The dating of this sutta is crucial. While the physical text
was finally committed to writing on palm leaves in Sri Lanka around 25 BCE—when
a massive famine and constant warfare threatened the lives of the monks who
held the oral tradition—the words themselves preserve a tradition dating back
to the mid-fourth century BCE. The linguistic simplicity of the Pali used in
this discourse, lacking the complex scholastic definitions found in later
texts, marks it as particularly "raw" and older than the more sanitized
versions.
The Jailbreak: Escaping the Manufactured Reality
If we view Siddhartha's departure through the lens of a man
escaping an establishment that was actively working against him, the midnight
escape takes on new meaning. The traditional narrative of the
"sanitized" palace is essentially a story of totalitarian information
control—what one analysis calls "a state-sponsored delusion that the
current power structure was eternal and flawless."
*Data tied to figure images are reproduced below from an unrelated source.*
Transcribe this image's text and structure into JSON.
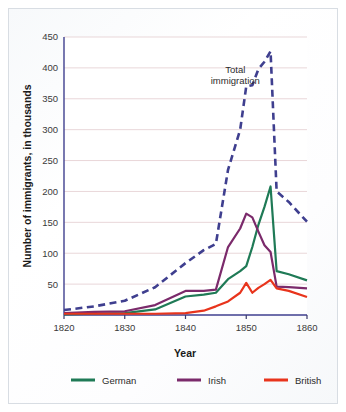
{
  "chart_data": {
    "type": "line",
    "title": "",
    "xlabel": "Year",
    "ylabel": "Number of immigrants, in thousands",
    "xlim": [
      1820,
      1860
    ],
    "ylim": [
      0,
      450
    ],
    "xticks": [
      1820,
      1830,
      1840,
      1850,
      1860
    ],
    "xtick_labels": [
      "1820",
      "1830",
      "1840",
      "1850",
      "1860"
    ],
    "yticks": [
      50,
      100,
      150,
      200,
      250,
      300,
      350,
      400,
      450
    ],
    "ytick_labels": [
      "50",
      "100",
      "150",
      "200",
      "250",
      "300",
      "350",
      "400",
      "450"
    ],
    "grid": "horizontal",
    "legend_position": "below",
    "annotations": [
      {
        "name": "total-immigration-label",
        "line1": "Total",
        "line2": "immigration",
        "x": 1848.2,
        "y": 392
      }
    ],
    "x": [
      1820,
      1825,
      1830,
      1835,
      1840,
      1843,
      1845,
      1847,
      1849,
      1850,
      1851,
      1852,
      1853,
      1854,
      1855,
      1857,
      1860
    ],
    "series": [
      {
        "name": "Total immigration",
        "key": "total",
        "color": "#3f3f8f",
        "style": "dashed",
        "in_legend": false,
        "values": [
          8,
          14,
          23,
          45,
          84,
          105,
          115,
          235,
          300,
          370,
          372,
          398,
          410,
          427,
          200,
          183,
          151
        ]
      },
      {
        "name": "German",
        "key": "german",
        "color": "#1f7a56",
        "style": "solid",
        "in_legend": true,
        "values": [
          1,
          2,
          3,
          9,
          30,
          33,
          36,
          58,
          71,
          79,
          110,
          146,
          175,
          208,
          71,
          66,
          56
        ]
      },
      {
        "name": "Irish",
        "key": "irish",
        "color": "#7b2a6b",
        "style": "solid",
        "in_legend": true,
        "values": [
          3,
          5,
          6,
          16,
          39,
          39,
          41,
          110,
          140,
          164,
          158,
          135,
          113,
          102,
          46,
          45,
          43
        ]
      },
      {
        "name": "British",
        "key": "british",
        "color": "#e8341c",
        "style": "solid",
        "in_legend": true,
        "values": [
          2,
          2,
          2,
          2,
          3,
          7,
          14,
          22,
          36,
          52,
          36,
          44,
          50,
          57,
          43,
          39,
          29
        ]
      }
    ],
    "legend": [
      {
        "label": "German",
        "color": "#1f7a56"
      },
      {
        "label": "Irish",
        "color": "#7b2a6b"
      },
      {
        "label": "British",
        "color": "#e8341c"
      }
    ],
    "colors": {
      "total_immigration": "#3f3f8f",
      "german": "#1f7a56",
      "irish": "#7b2a6b",
      "british": "#e8341c",
      "gridline": "#e9d7d9",
      "axis": "#3a3a6a",
      "card_border": "#d8dde3",
      "background": "#fdfdfd"
    }
  }
}
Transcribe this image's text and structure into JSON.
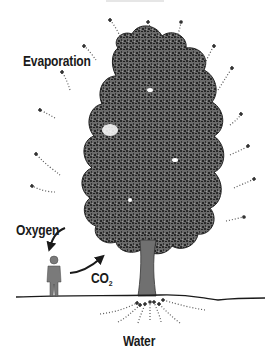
{
  "diagram": {
    "title": "",
    "labels": {
      "evaporation": "Evaporation",
      "oxygen": "Oxygen",
      "co2_main": "CO",
      "co2_sub": "2",
      "water": "Water"
    },
    "elements": {
      "tree": "deciduous-tree",
      "person": "standing-person-silhouette",
      "ground": "ground-line"
    },
    "arrows": [
      {
        "name": "evaporation-arrows",
        "direction": "outward-from-canopy",
        "style": "dotted"
      },
      {
        "name": "oxygen-arrow",
        "from": "tree",
        "to": "person",
        "style": "solid"
      },
      {
        "name": "co2-arrow",
        "from": "person",
        "to": "tree",
        "style": "solid"
      },
      {
        "name": "water-arrows",
        "direction": "inward-to-roots",
        "style": "dotted"
      }
    ],
    "colors": {
      "canopy_dark": "#2b2b2b",
      "canopy_mid": "#6e6e6e",
      "trunk": "#707070",
      "person": "#7a7a7a",
      "text": "#1a1a1a",
      "dots": "#555555"
    }
  }
}
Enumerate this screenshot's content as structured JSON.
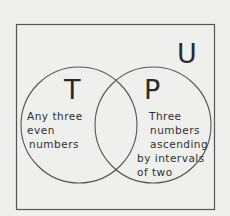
{
  "diagram": {
    "type": "venn",
    "universe": {
      "label": "U"
    },
    "sets": [
      {
        "label": "T",
        "description_lines": [
          "Any three",
          "even",
          "numbers"
        ]
      },
      {
        "label": "P",
        "description_lines": [
          "Three",
          "numbers",
          "ascending",
          "by intervals",
          "of two"
        ]
      }
    ],
    "colors": {
      "background": "#efefed",
      "stroke": "#555555",
      "text": "#2a2a2a"
    }
  }
}
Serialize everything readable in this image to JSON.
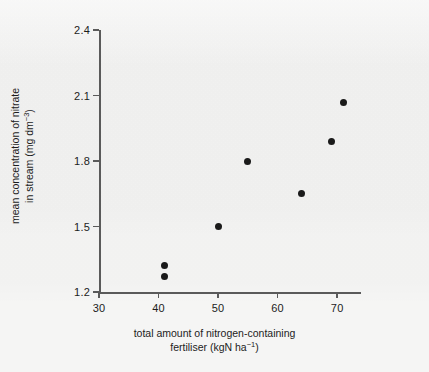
{
  "chart_data": {
    "type": "scatter",
    "title": "",
    "xlabel_line1": "total amount of nitrogen-containing",
    "xlabel_line2_pre": "fertiliser (kgN ha",
    "xlabel_line2_sup": "−1",
    "xlabel_line2_post": ")",
    "ylabel_line1": "mean concentration of nitrate",
    "ylabel_line2_pre": "in stream (mg dm",
    "ylabel_line2_sup": "−3",
    "ylabel_line2_post": ")",
    "xlim": [
      30,
      74
    ],
    "ylim": [
      1.2,
      2.4
    ],
    "xticks": [
      30,
      40,
      50,
      60,
      70
    ],
    "xtick_labels": [
      "30",
      "40",
      "50",
      "60",
      "70"
    ],
    "yticks": [
      1.2,
      1.5,
      1.8,
      2.1,
      2.4
    ],
    "ytick_labels": [
      "1.2",
      "1.5",
      "1.8",
      "2.1",
      "2.4"
    ],
    "grid": false,
    "legend": false,
    "marker_color": "#1a1a1a",
    "axis_color": "#5a5a5a",
    "background_color": "#f5f5f4",
    "points": [
      {
        "x": 41,
        "y": 1.32
      },
      {
        "x": 41,
        "y": 1.27
      },
      {
        "x": 50,
        "y": 1.5
      },
      {
        "x": 55,
        "y": 1.8
      },
      {
        "x": 64,
        "y": 1.65
      },
      {
        "x": 69,
        "y": 1.89
      },
      {
        "x": 71,
        "y": 2.07
      }
    ],
    "x": [
      41,
      41,
      50,
      55,
      64,
      69,
      71
    ],
    "values": [
      1.32,
      1.27,
      1.5,
      1.8,
      1.65,
      1.89,
      2.07
    ]
  }
}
By surrounding Siddhartha with youth, beauty, and health,
King Suddhodana was practicing a form of perception management. The king didn't
just build walls; he built a sensory monopoly. By filling the palace with
seasonal mansions, musicians, and constant distraction, the establishment
ensured Siddhartha's mind never had the "boredom" or
"silence" required to question the structural integrity of his world.
As Siddhartha himself reportedly stated in the Anguttara Nikaya, "I was delicately
nurtured, most delicately nurtured, extremely delicately nurtured..."
The "sanitization" of the palace represents what
one scholar calls "the human ego's tendency to ignore reality. We all live
in 'palaces' where we try to ignore the inevitability of change and suffering.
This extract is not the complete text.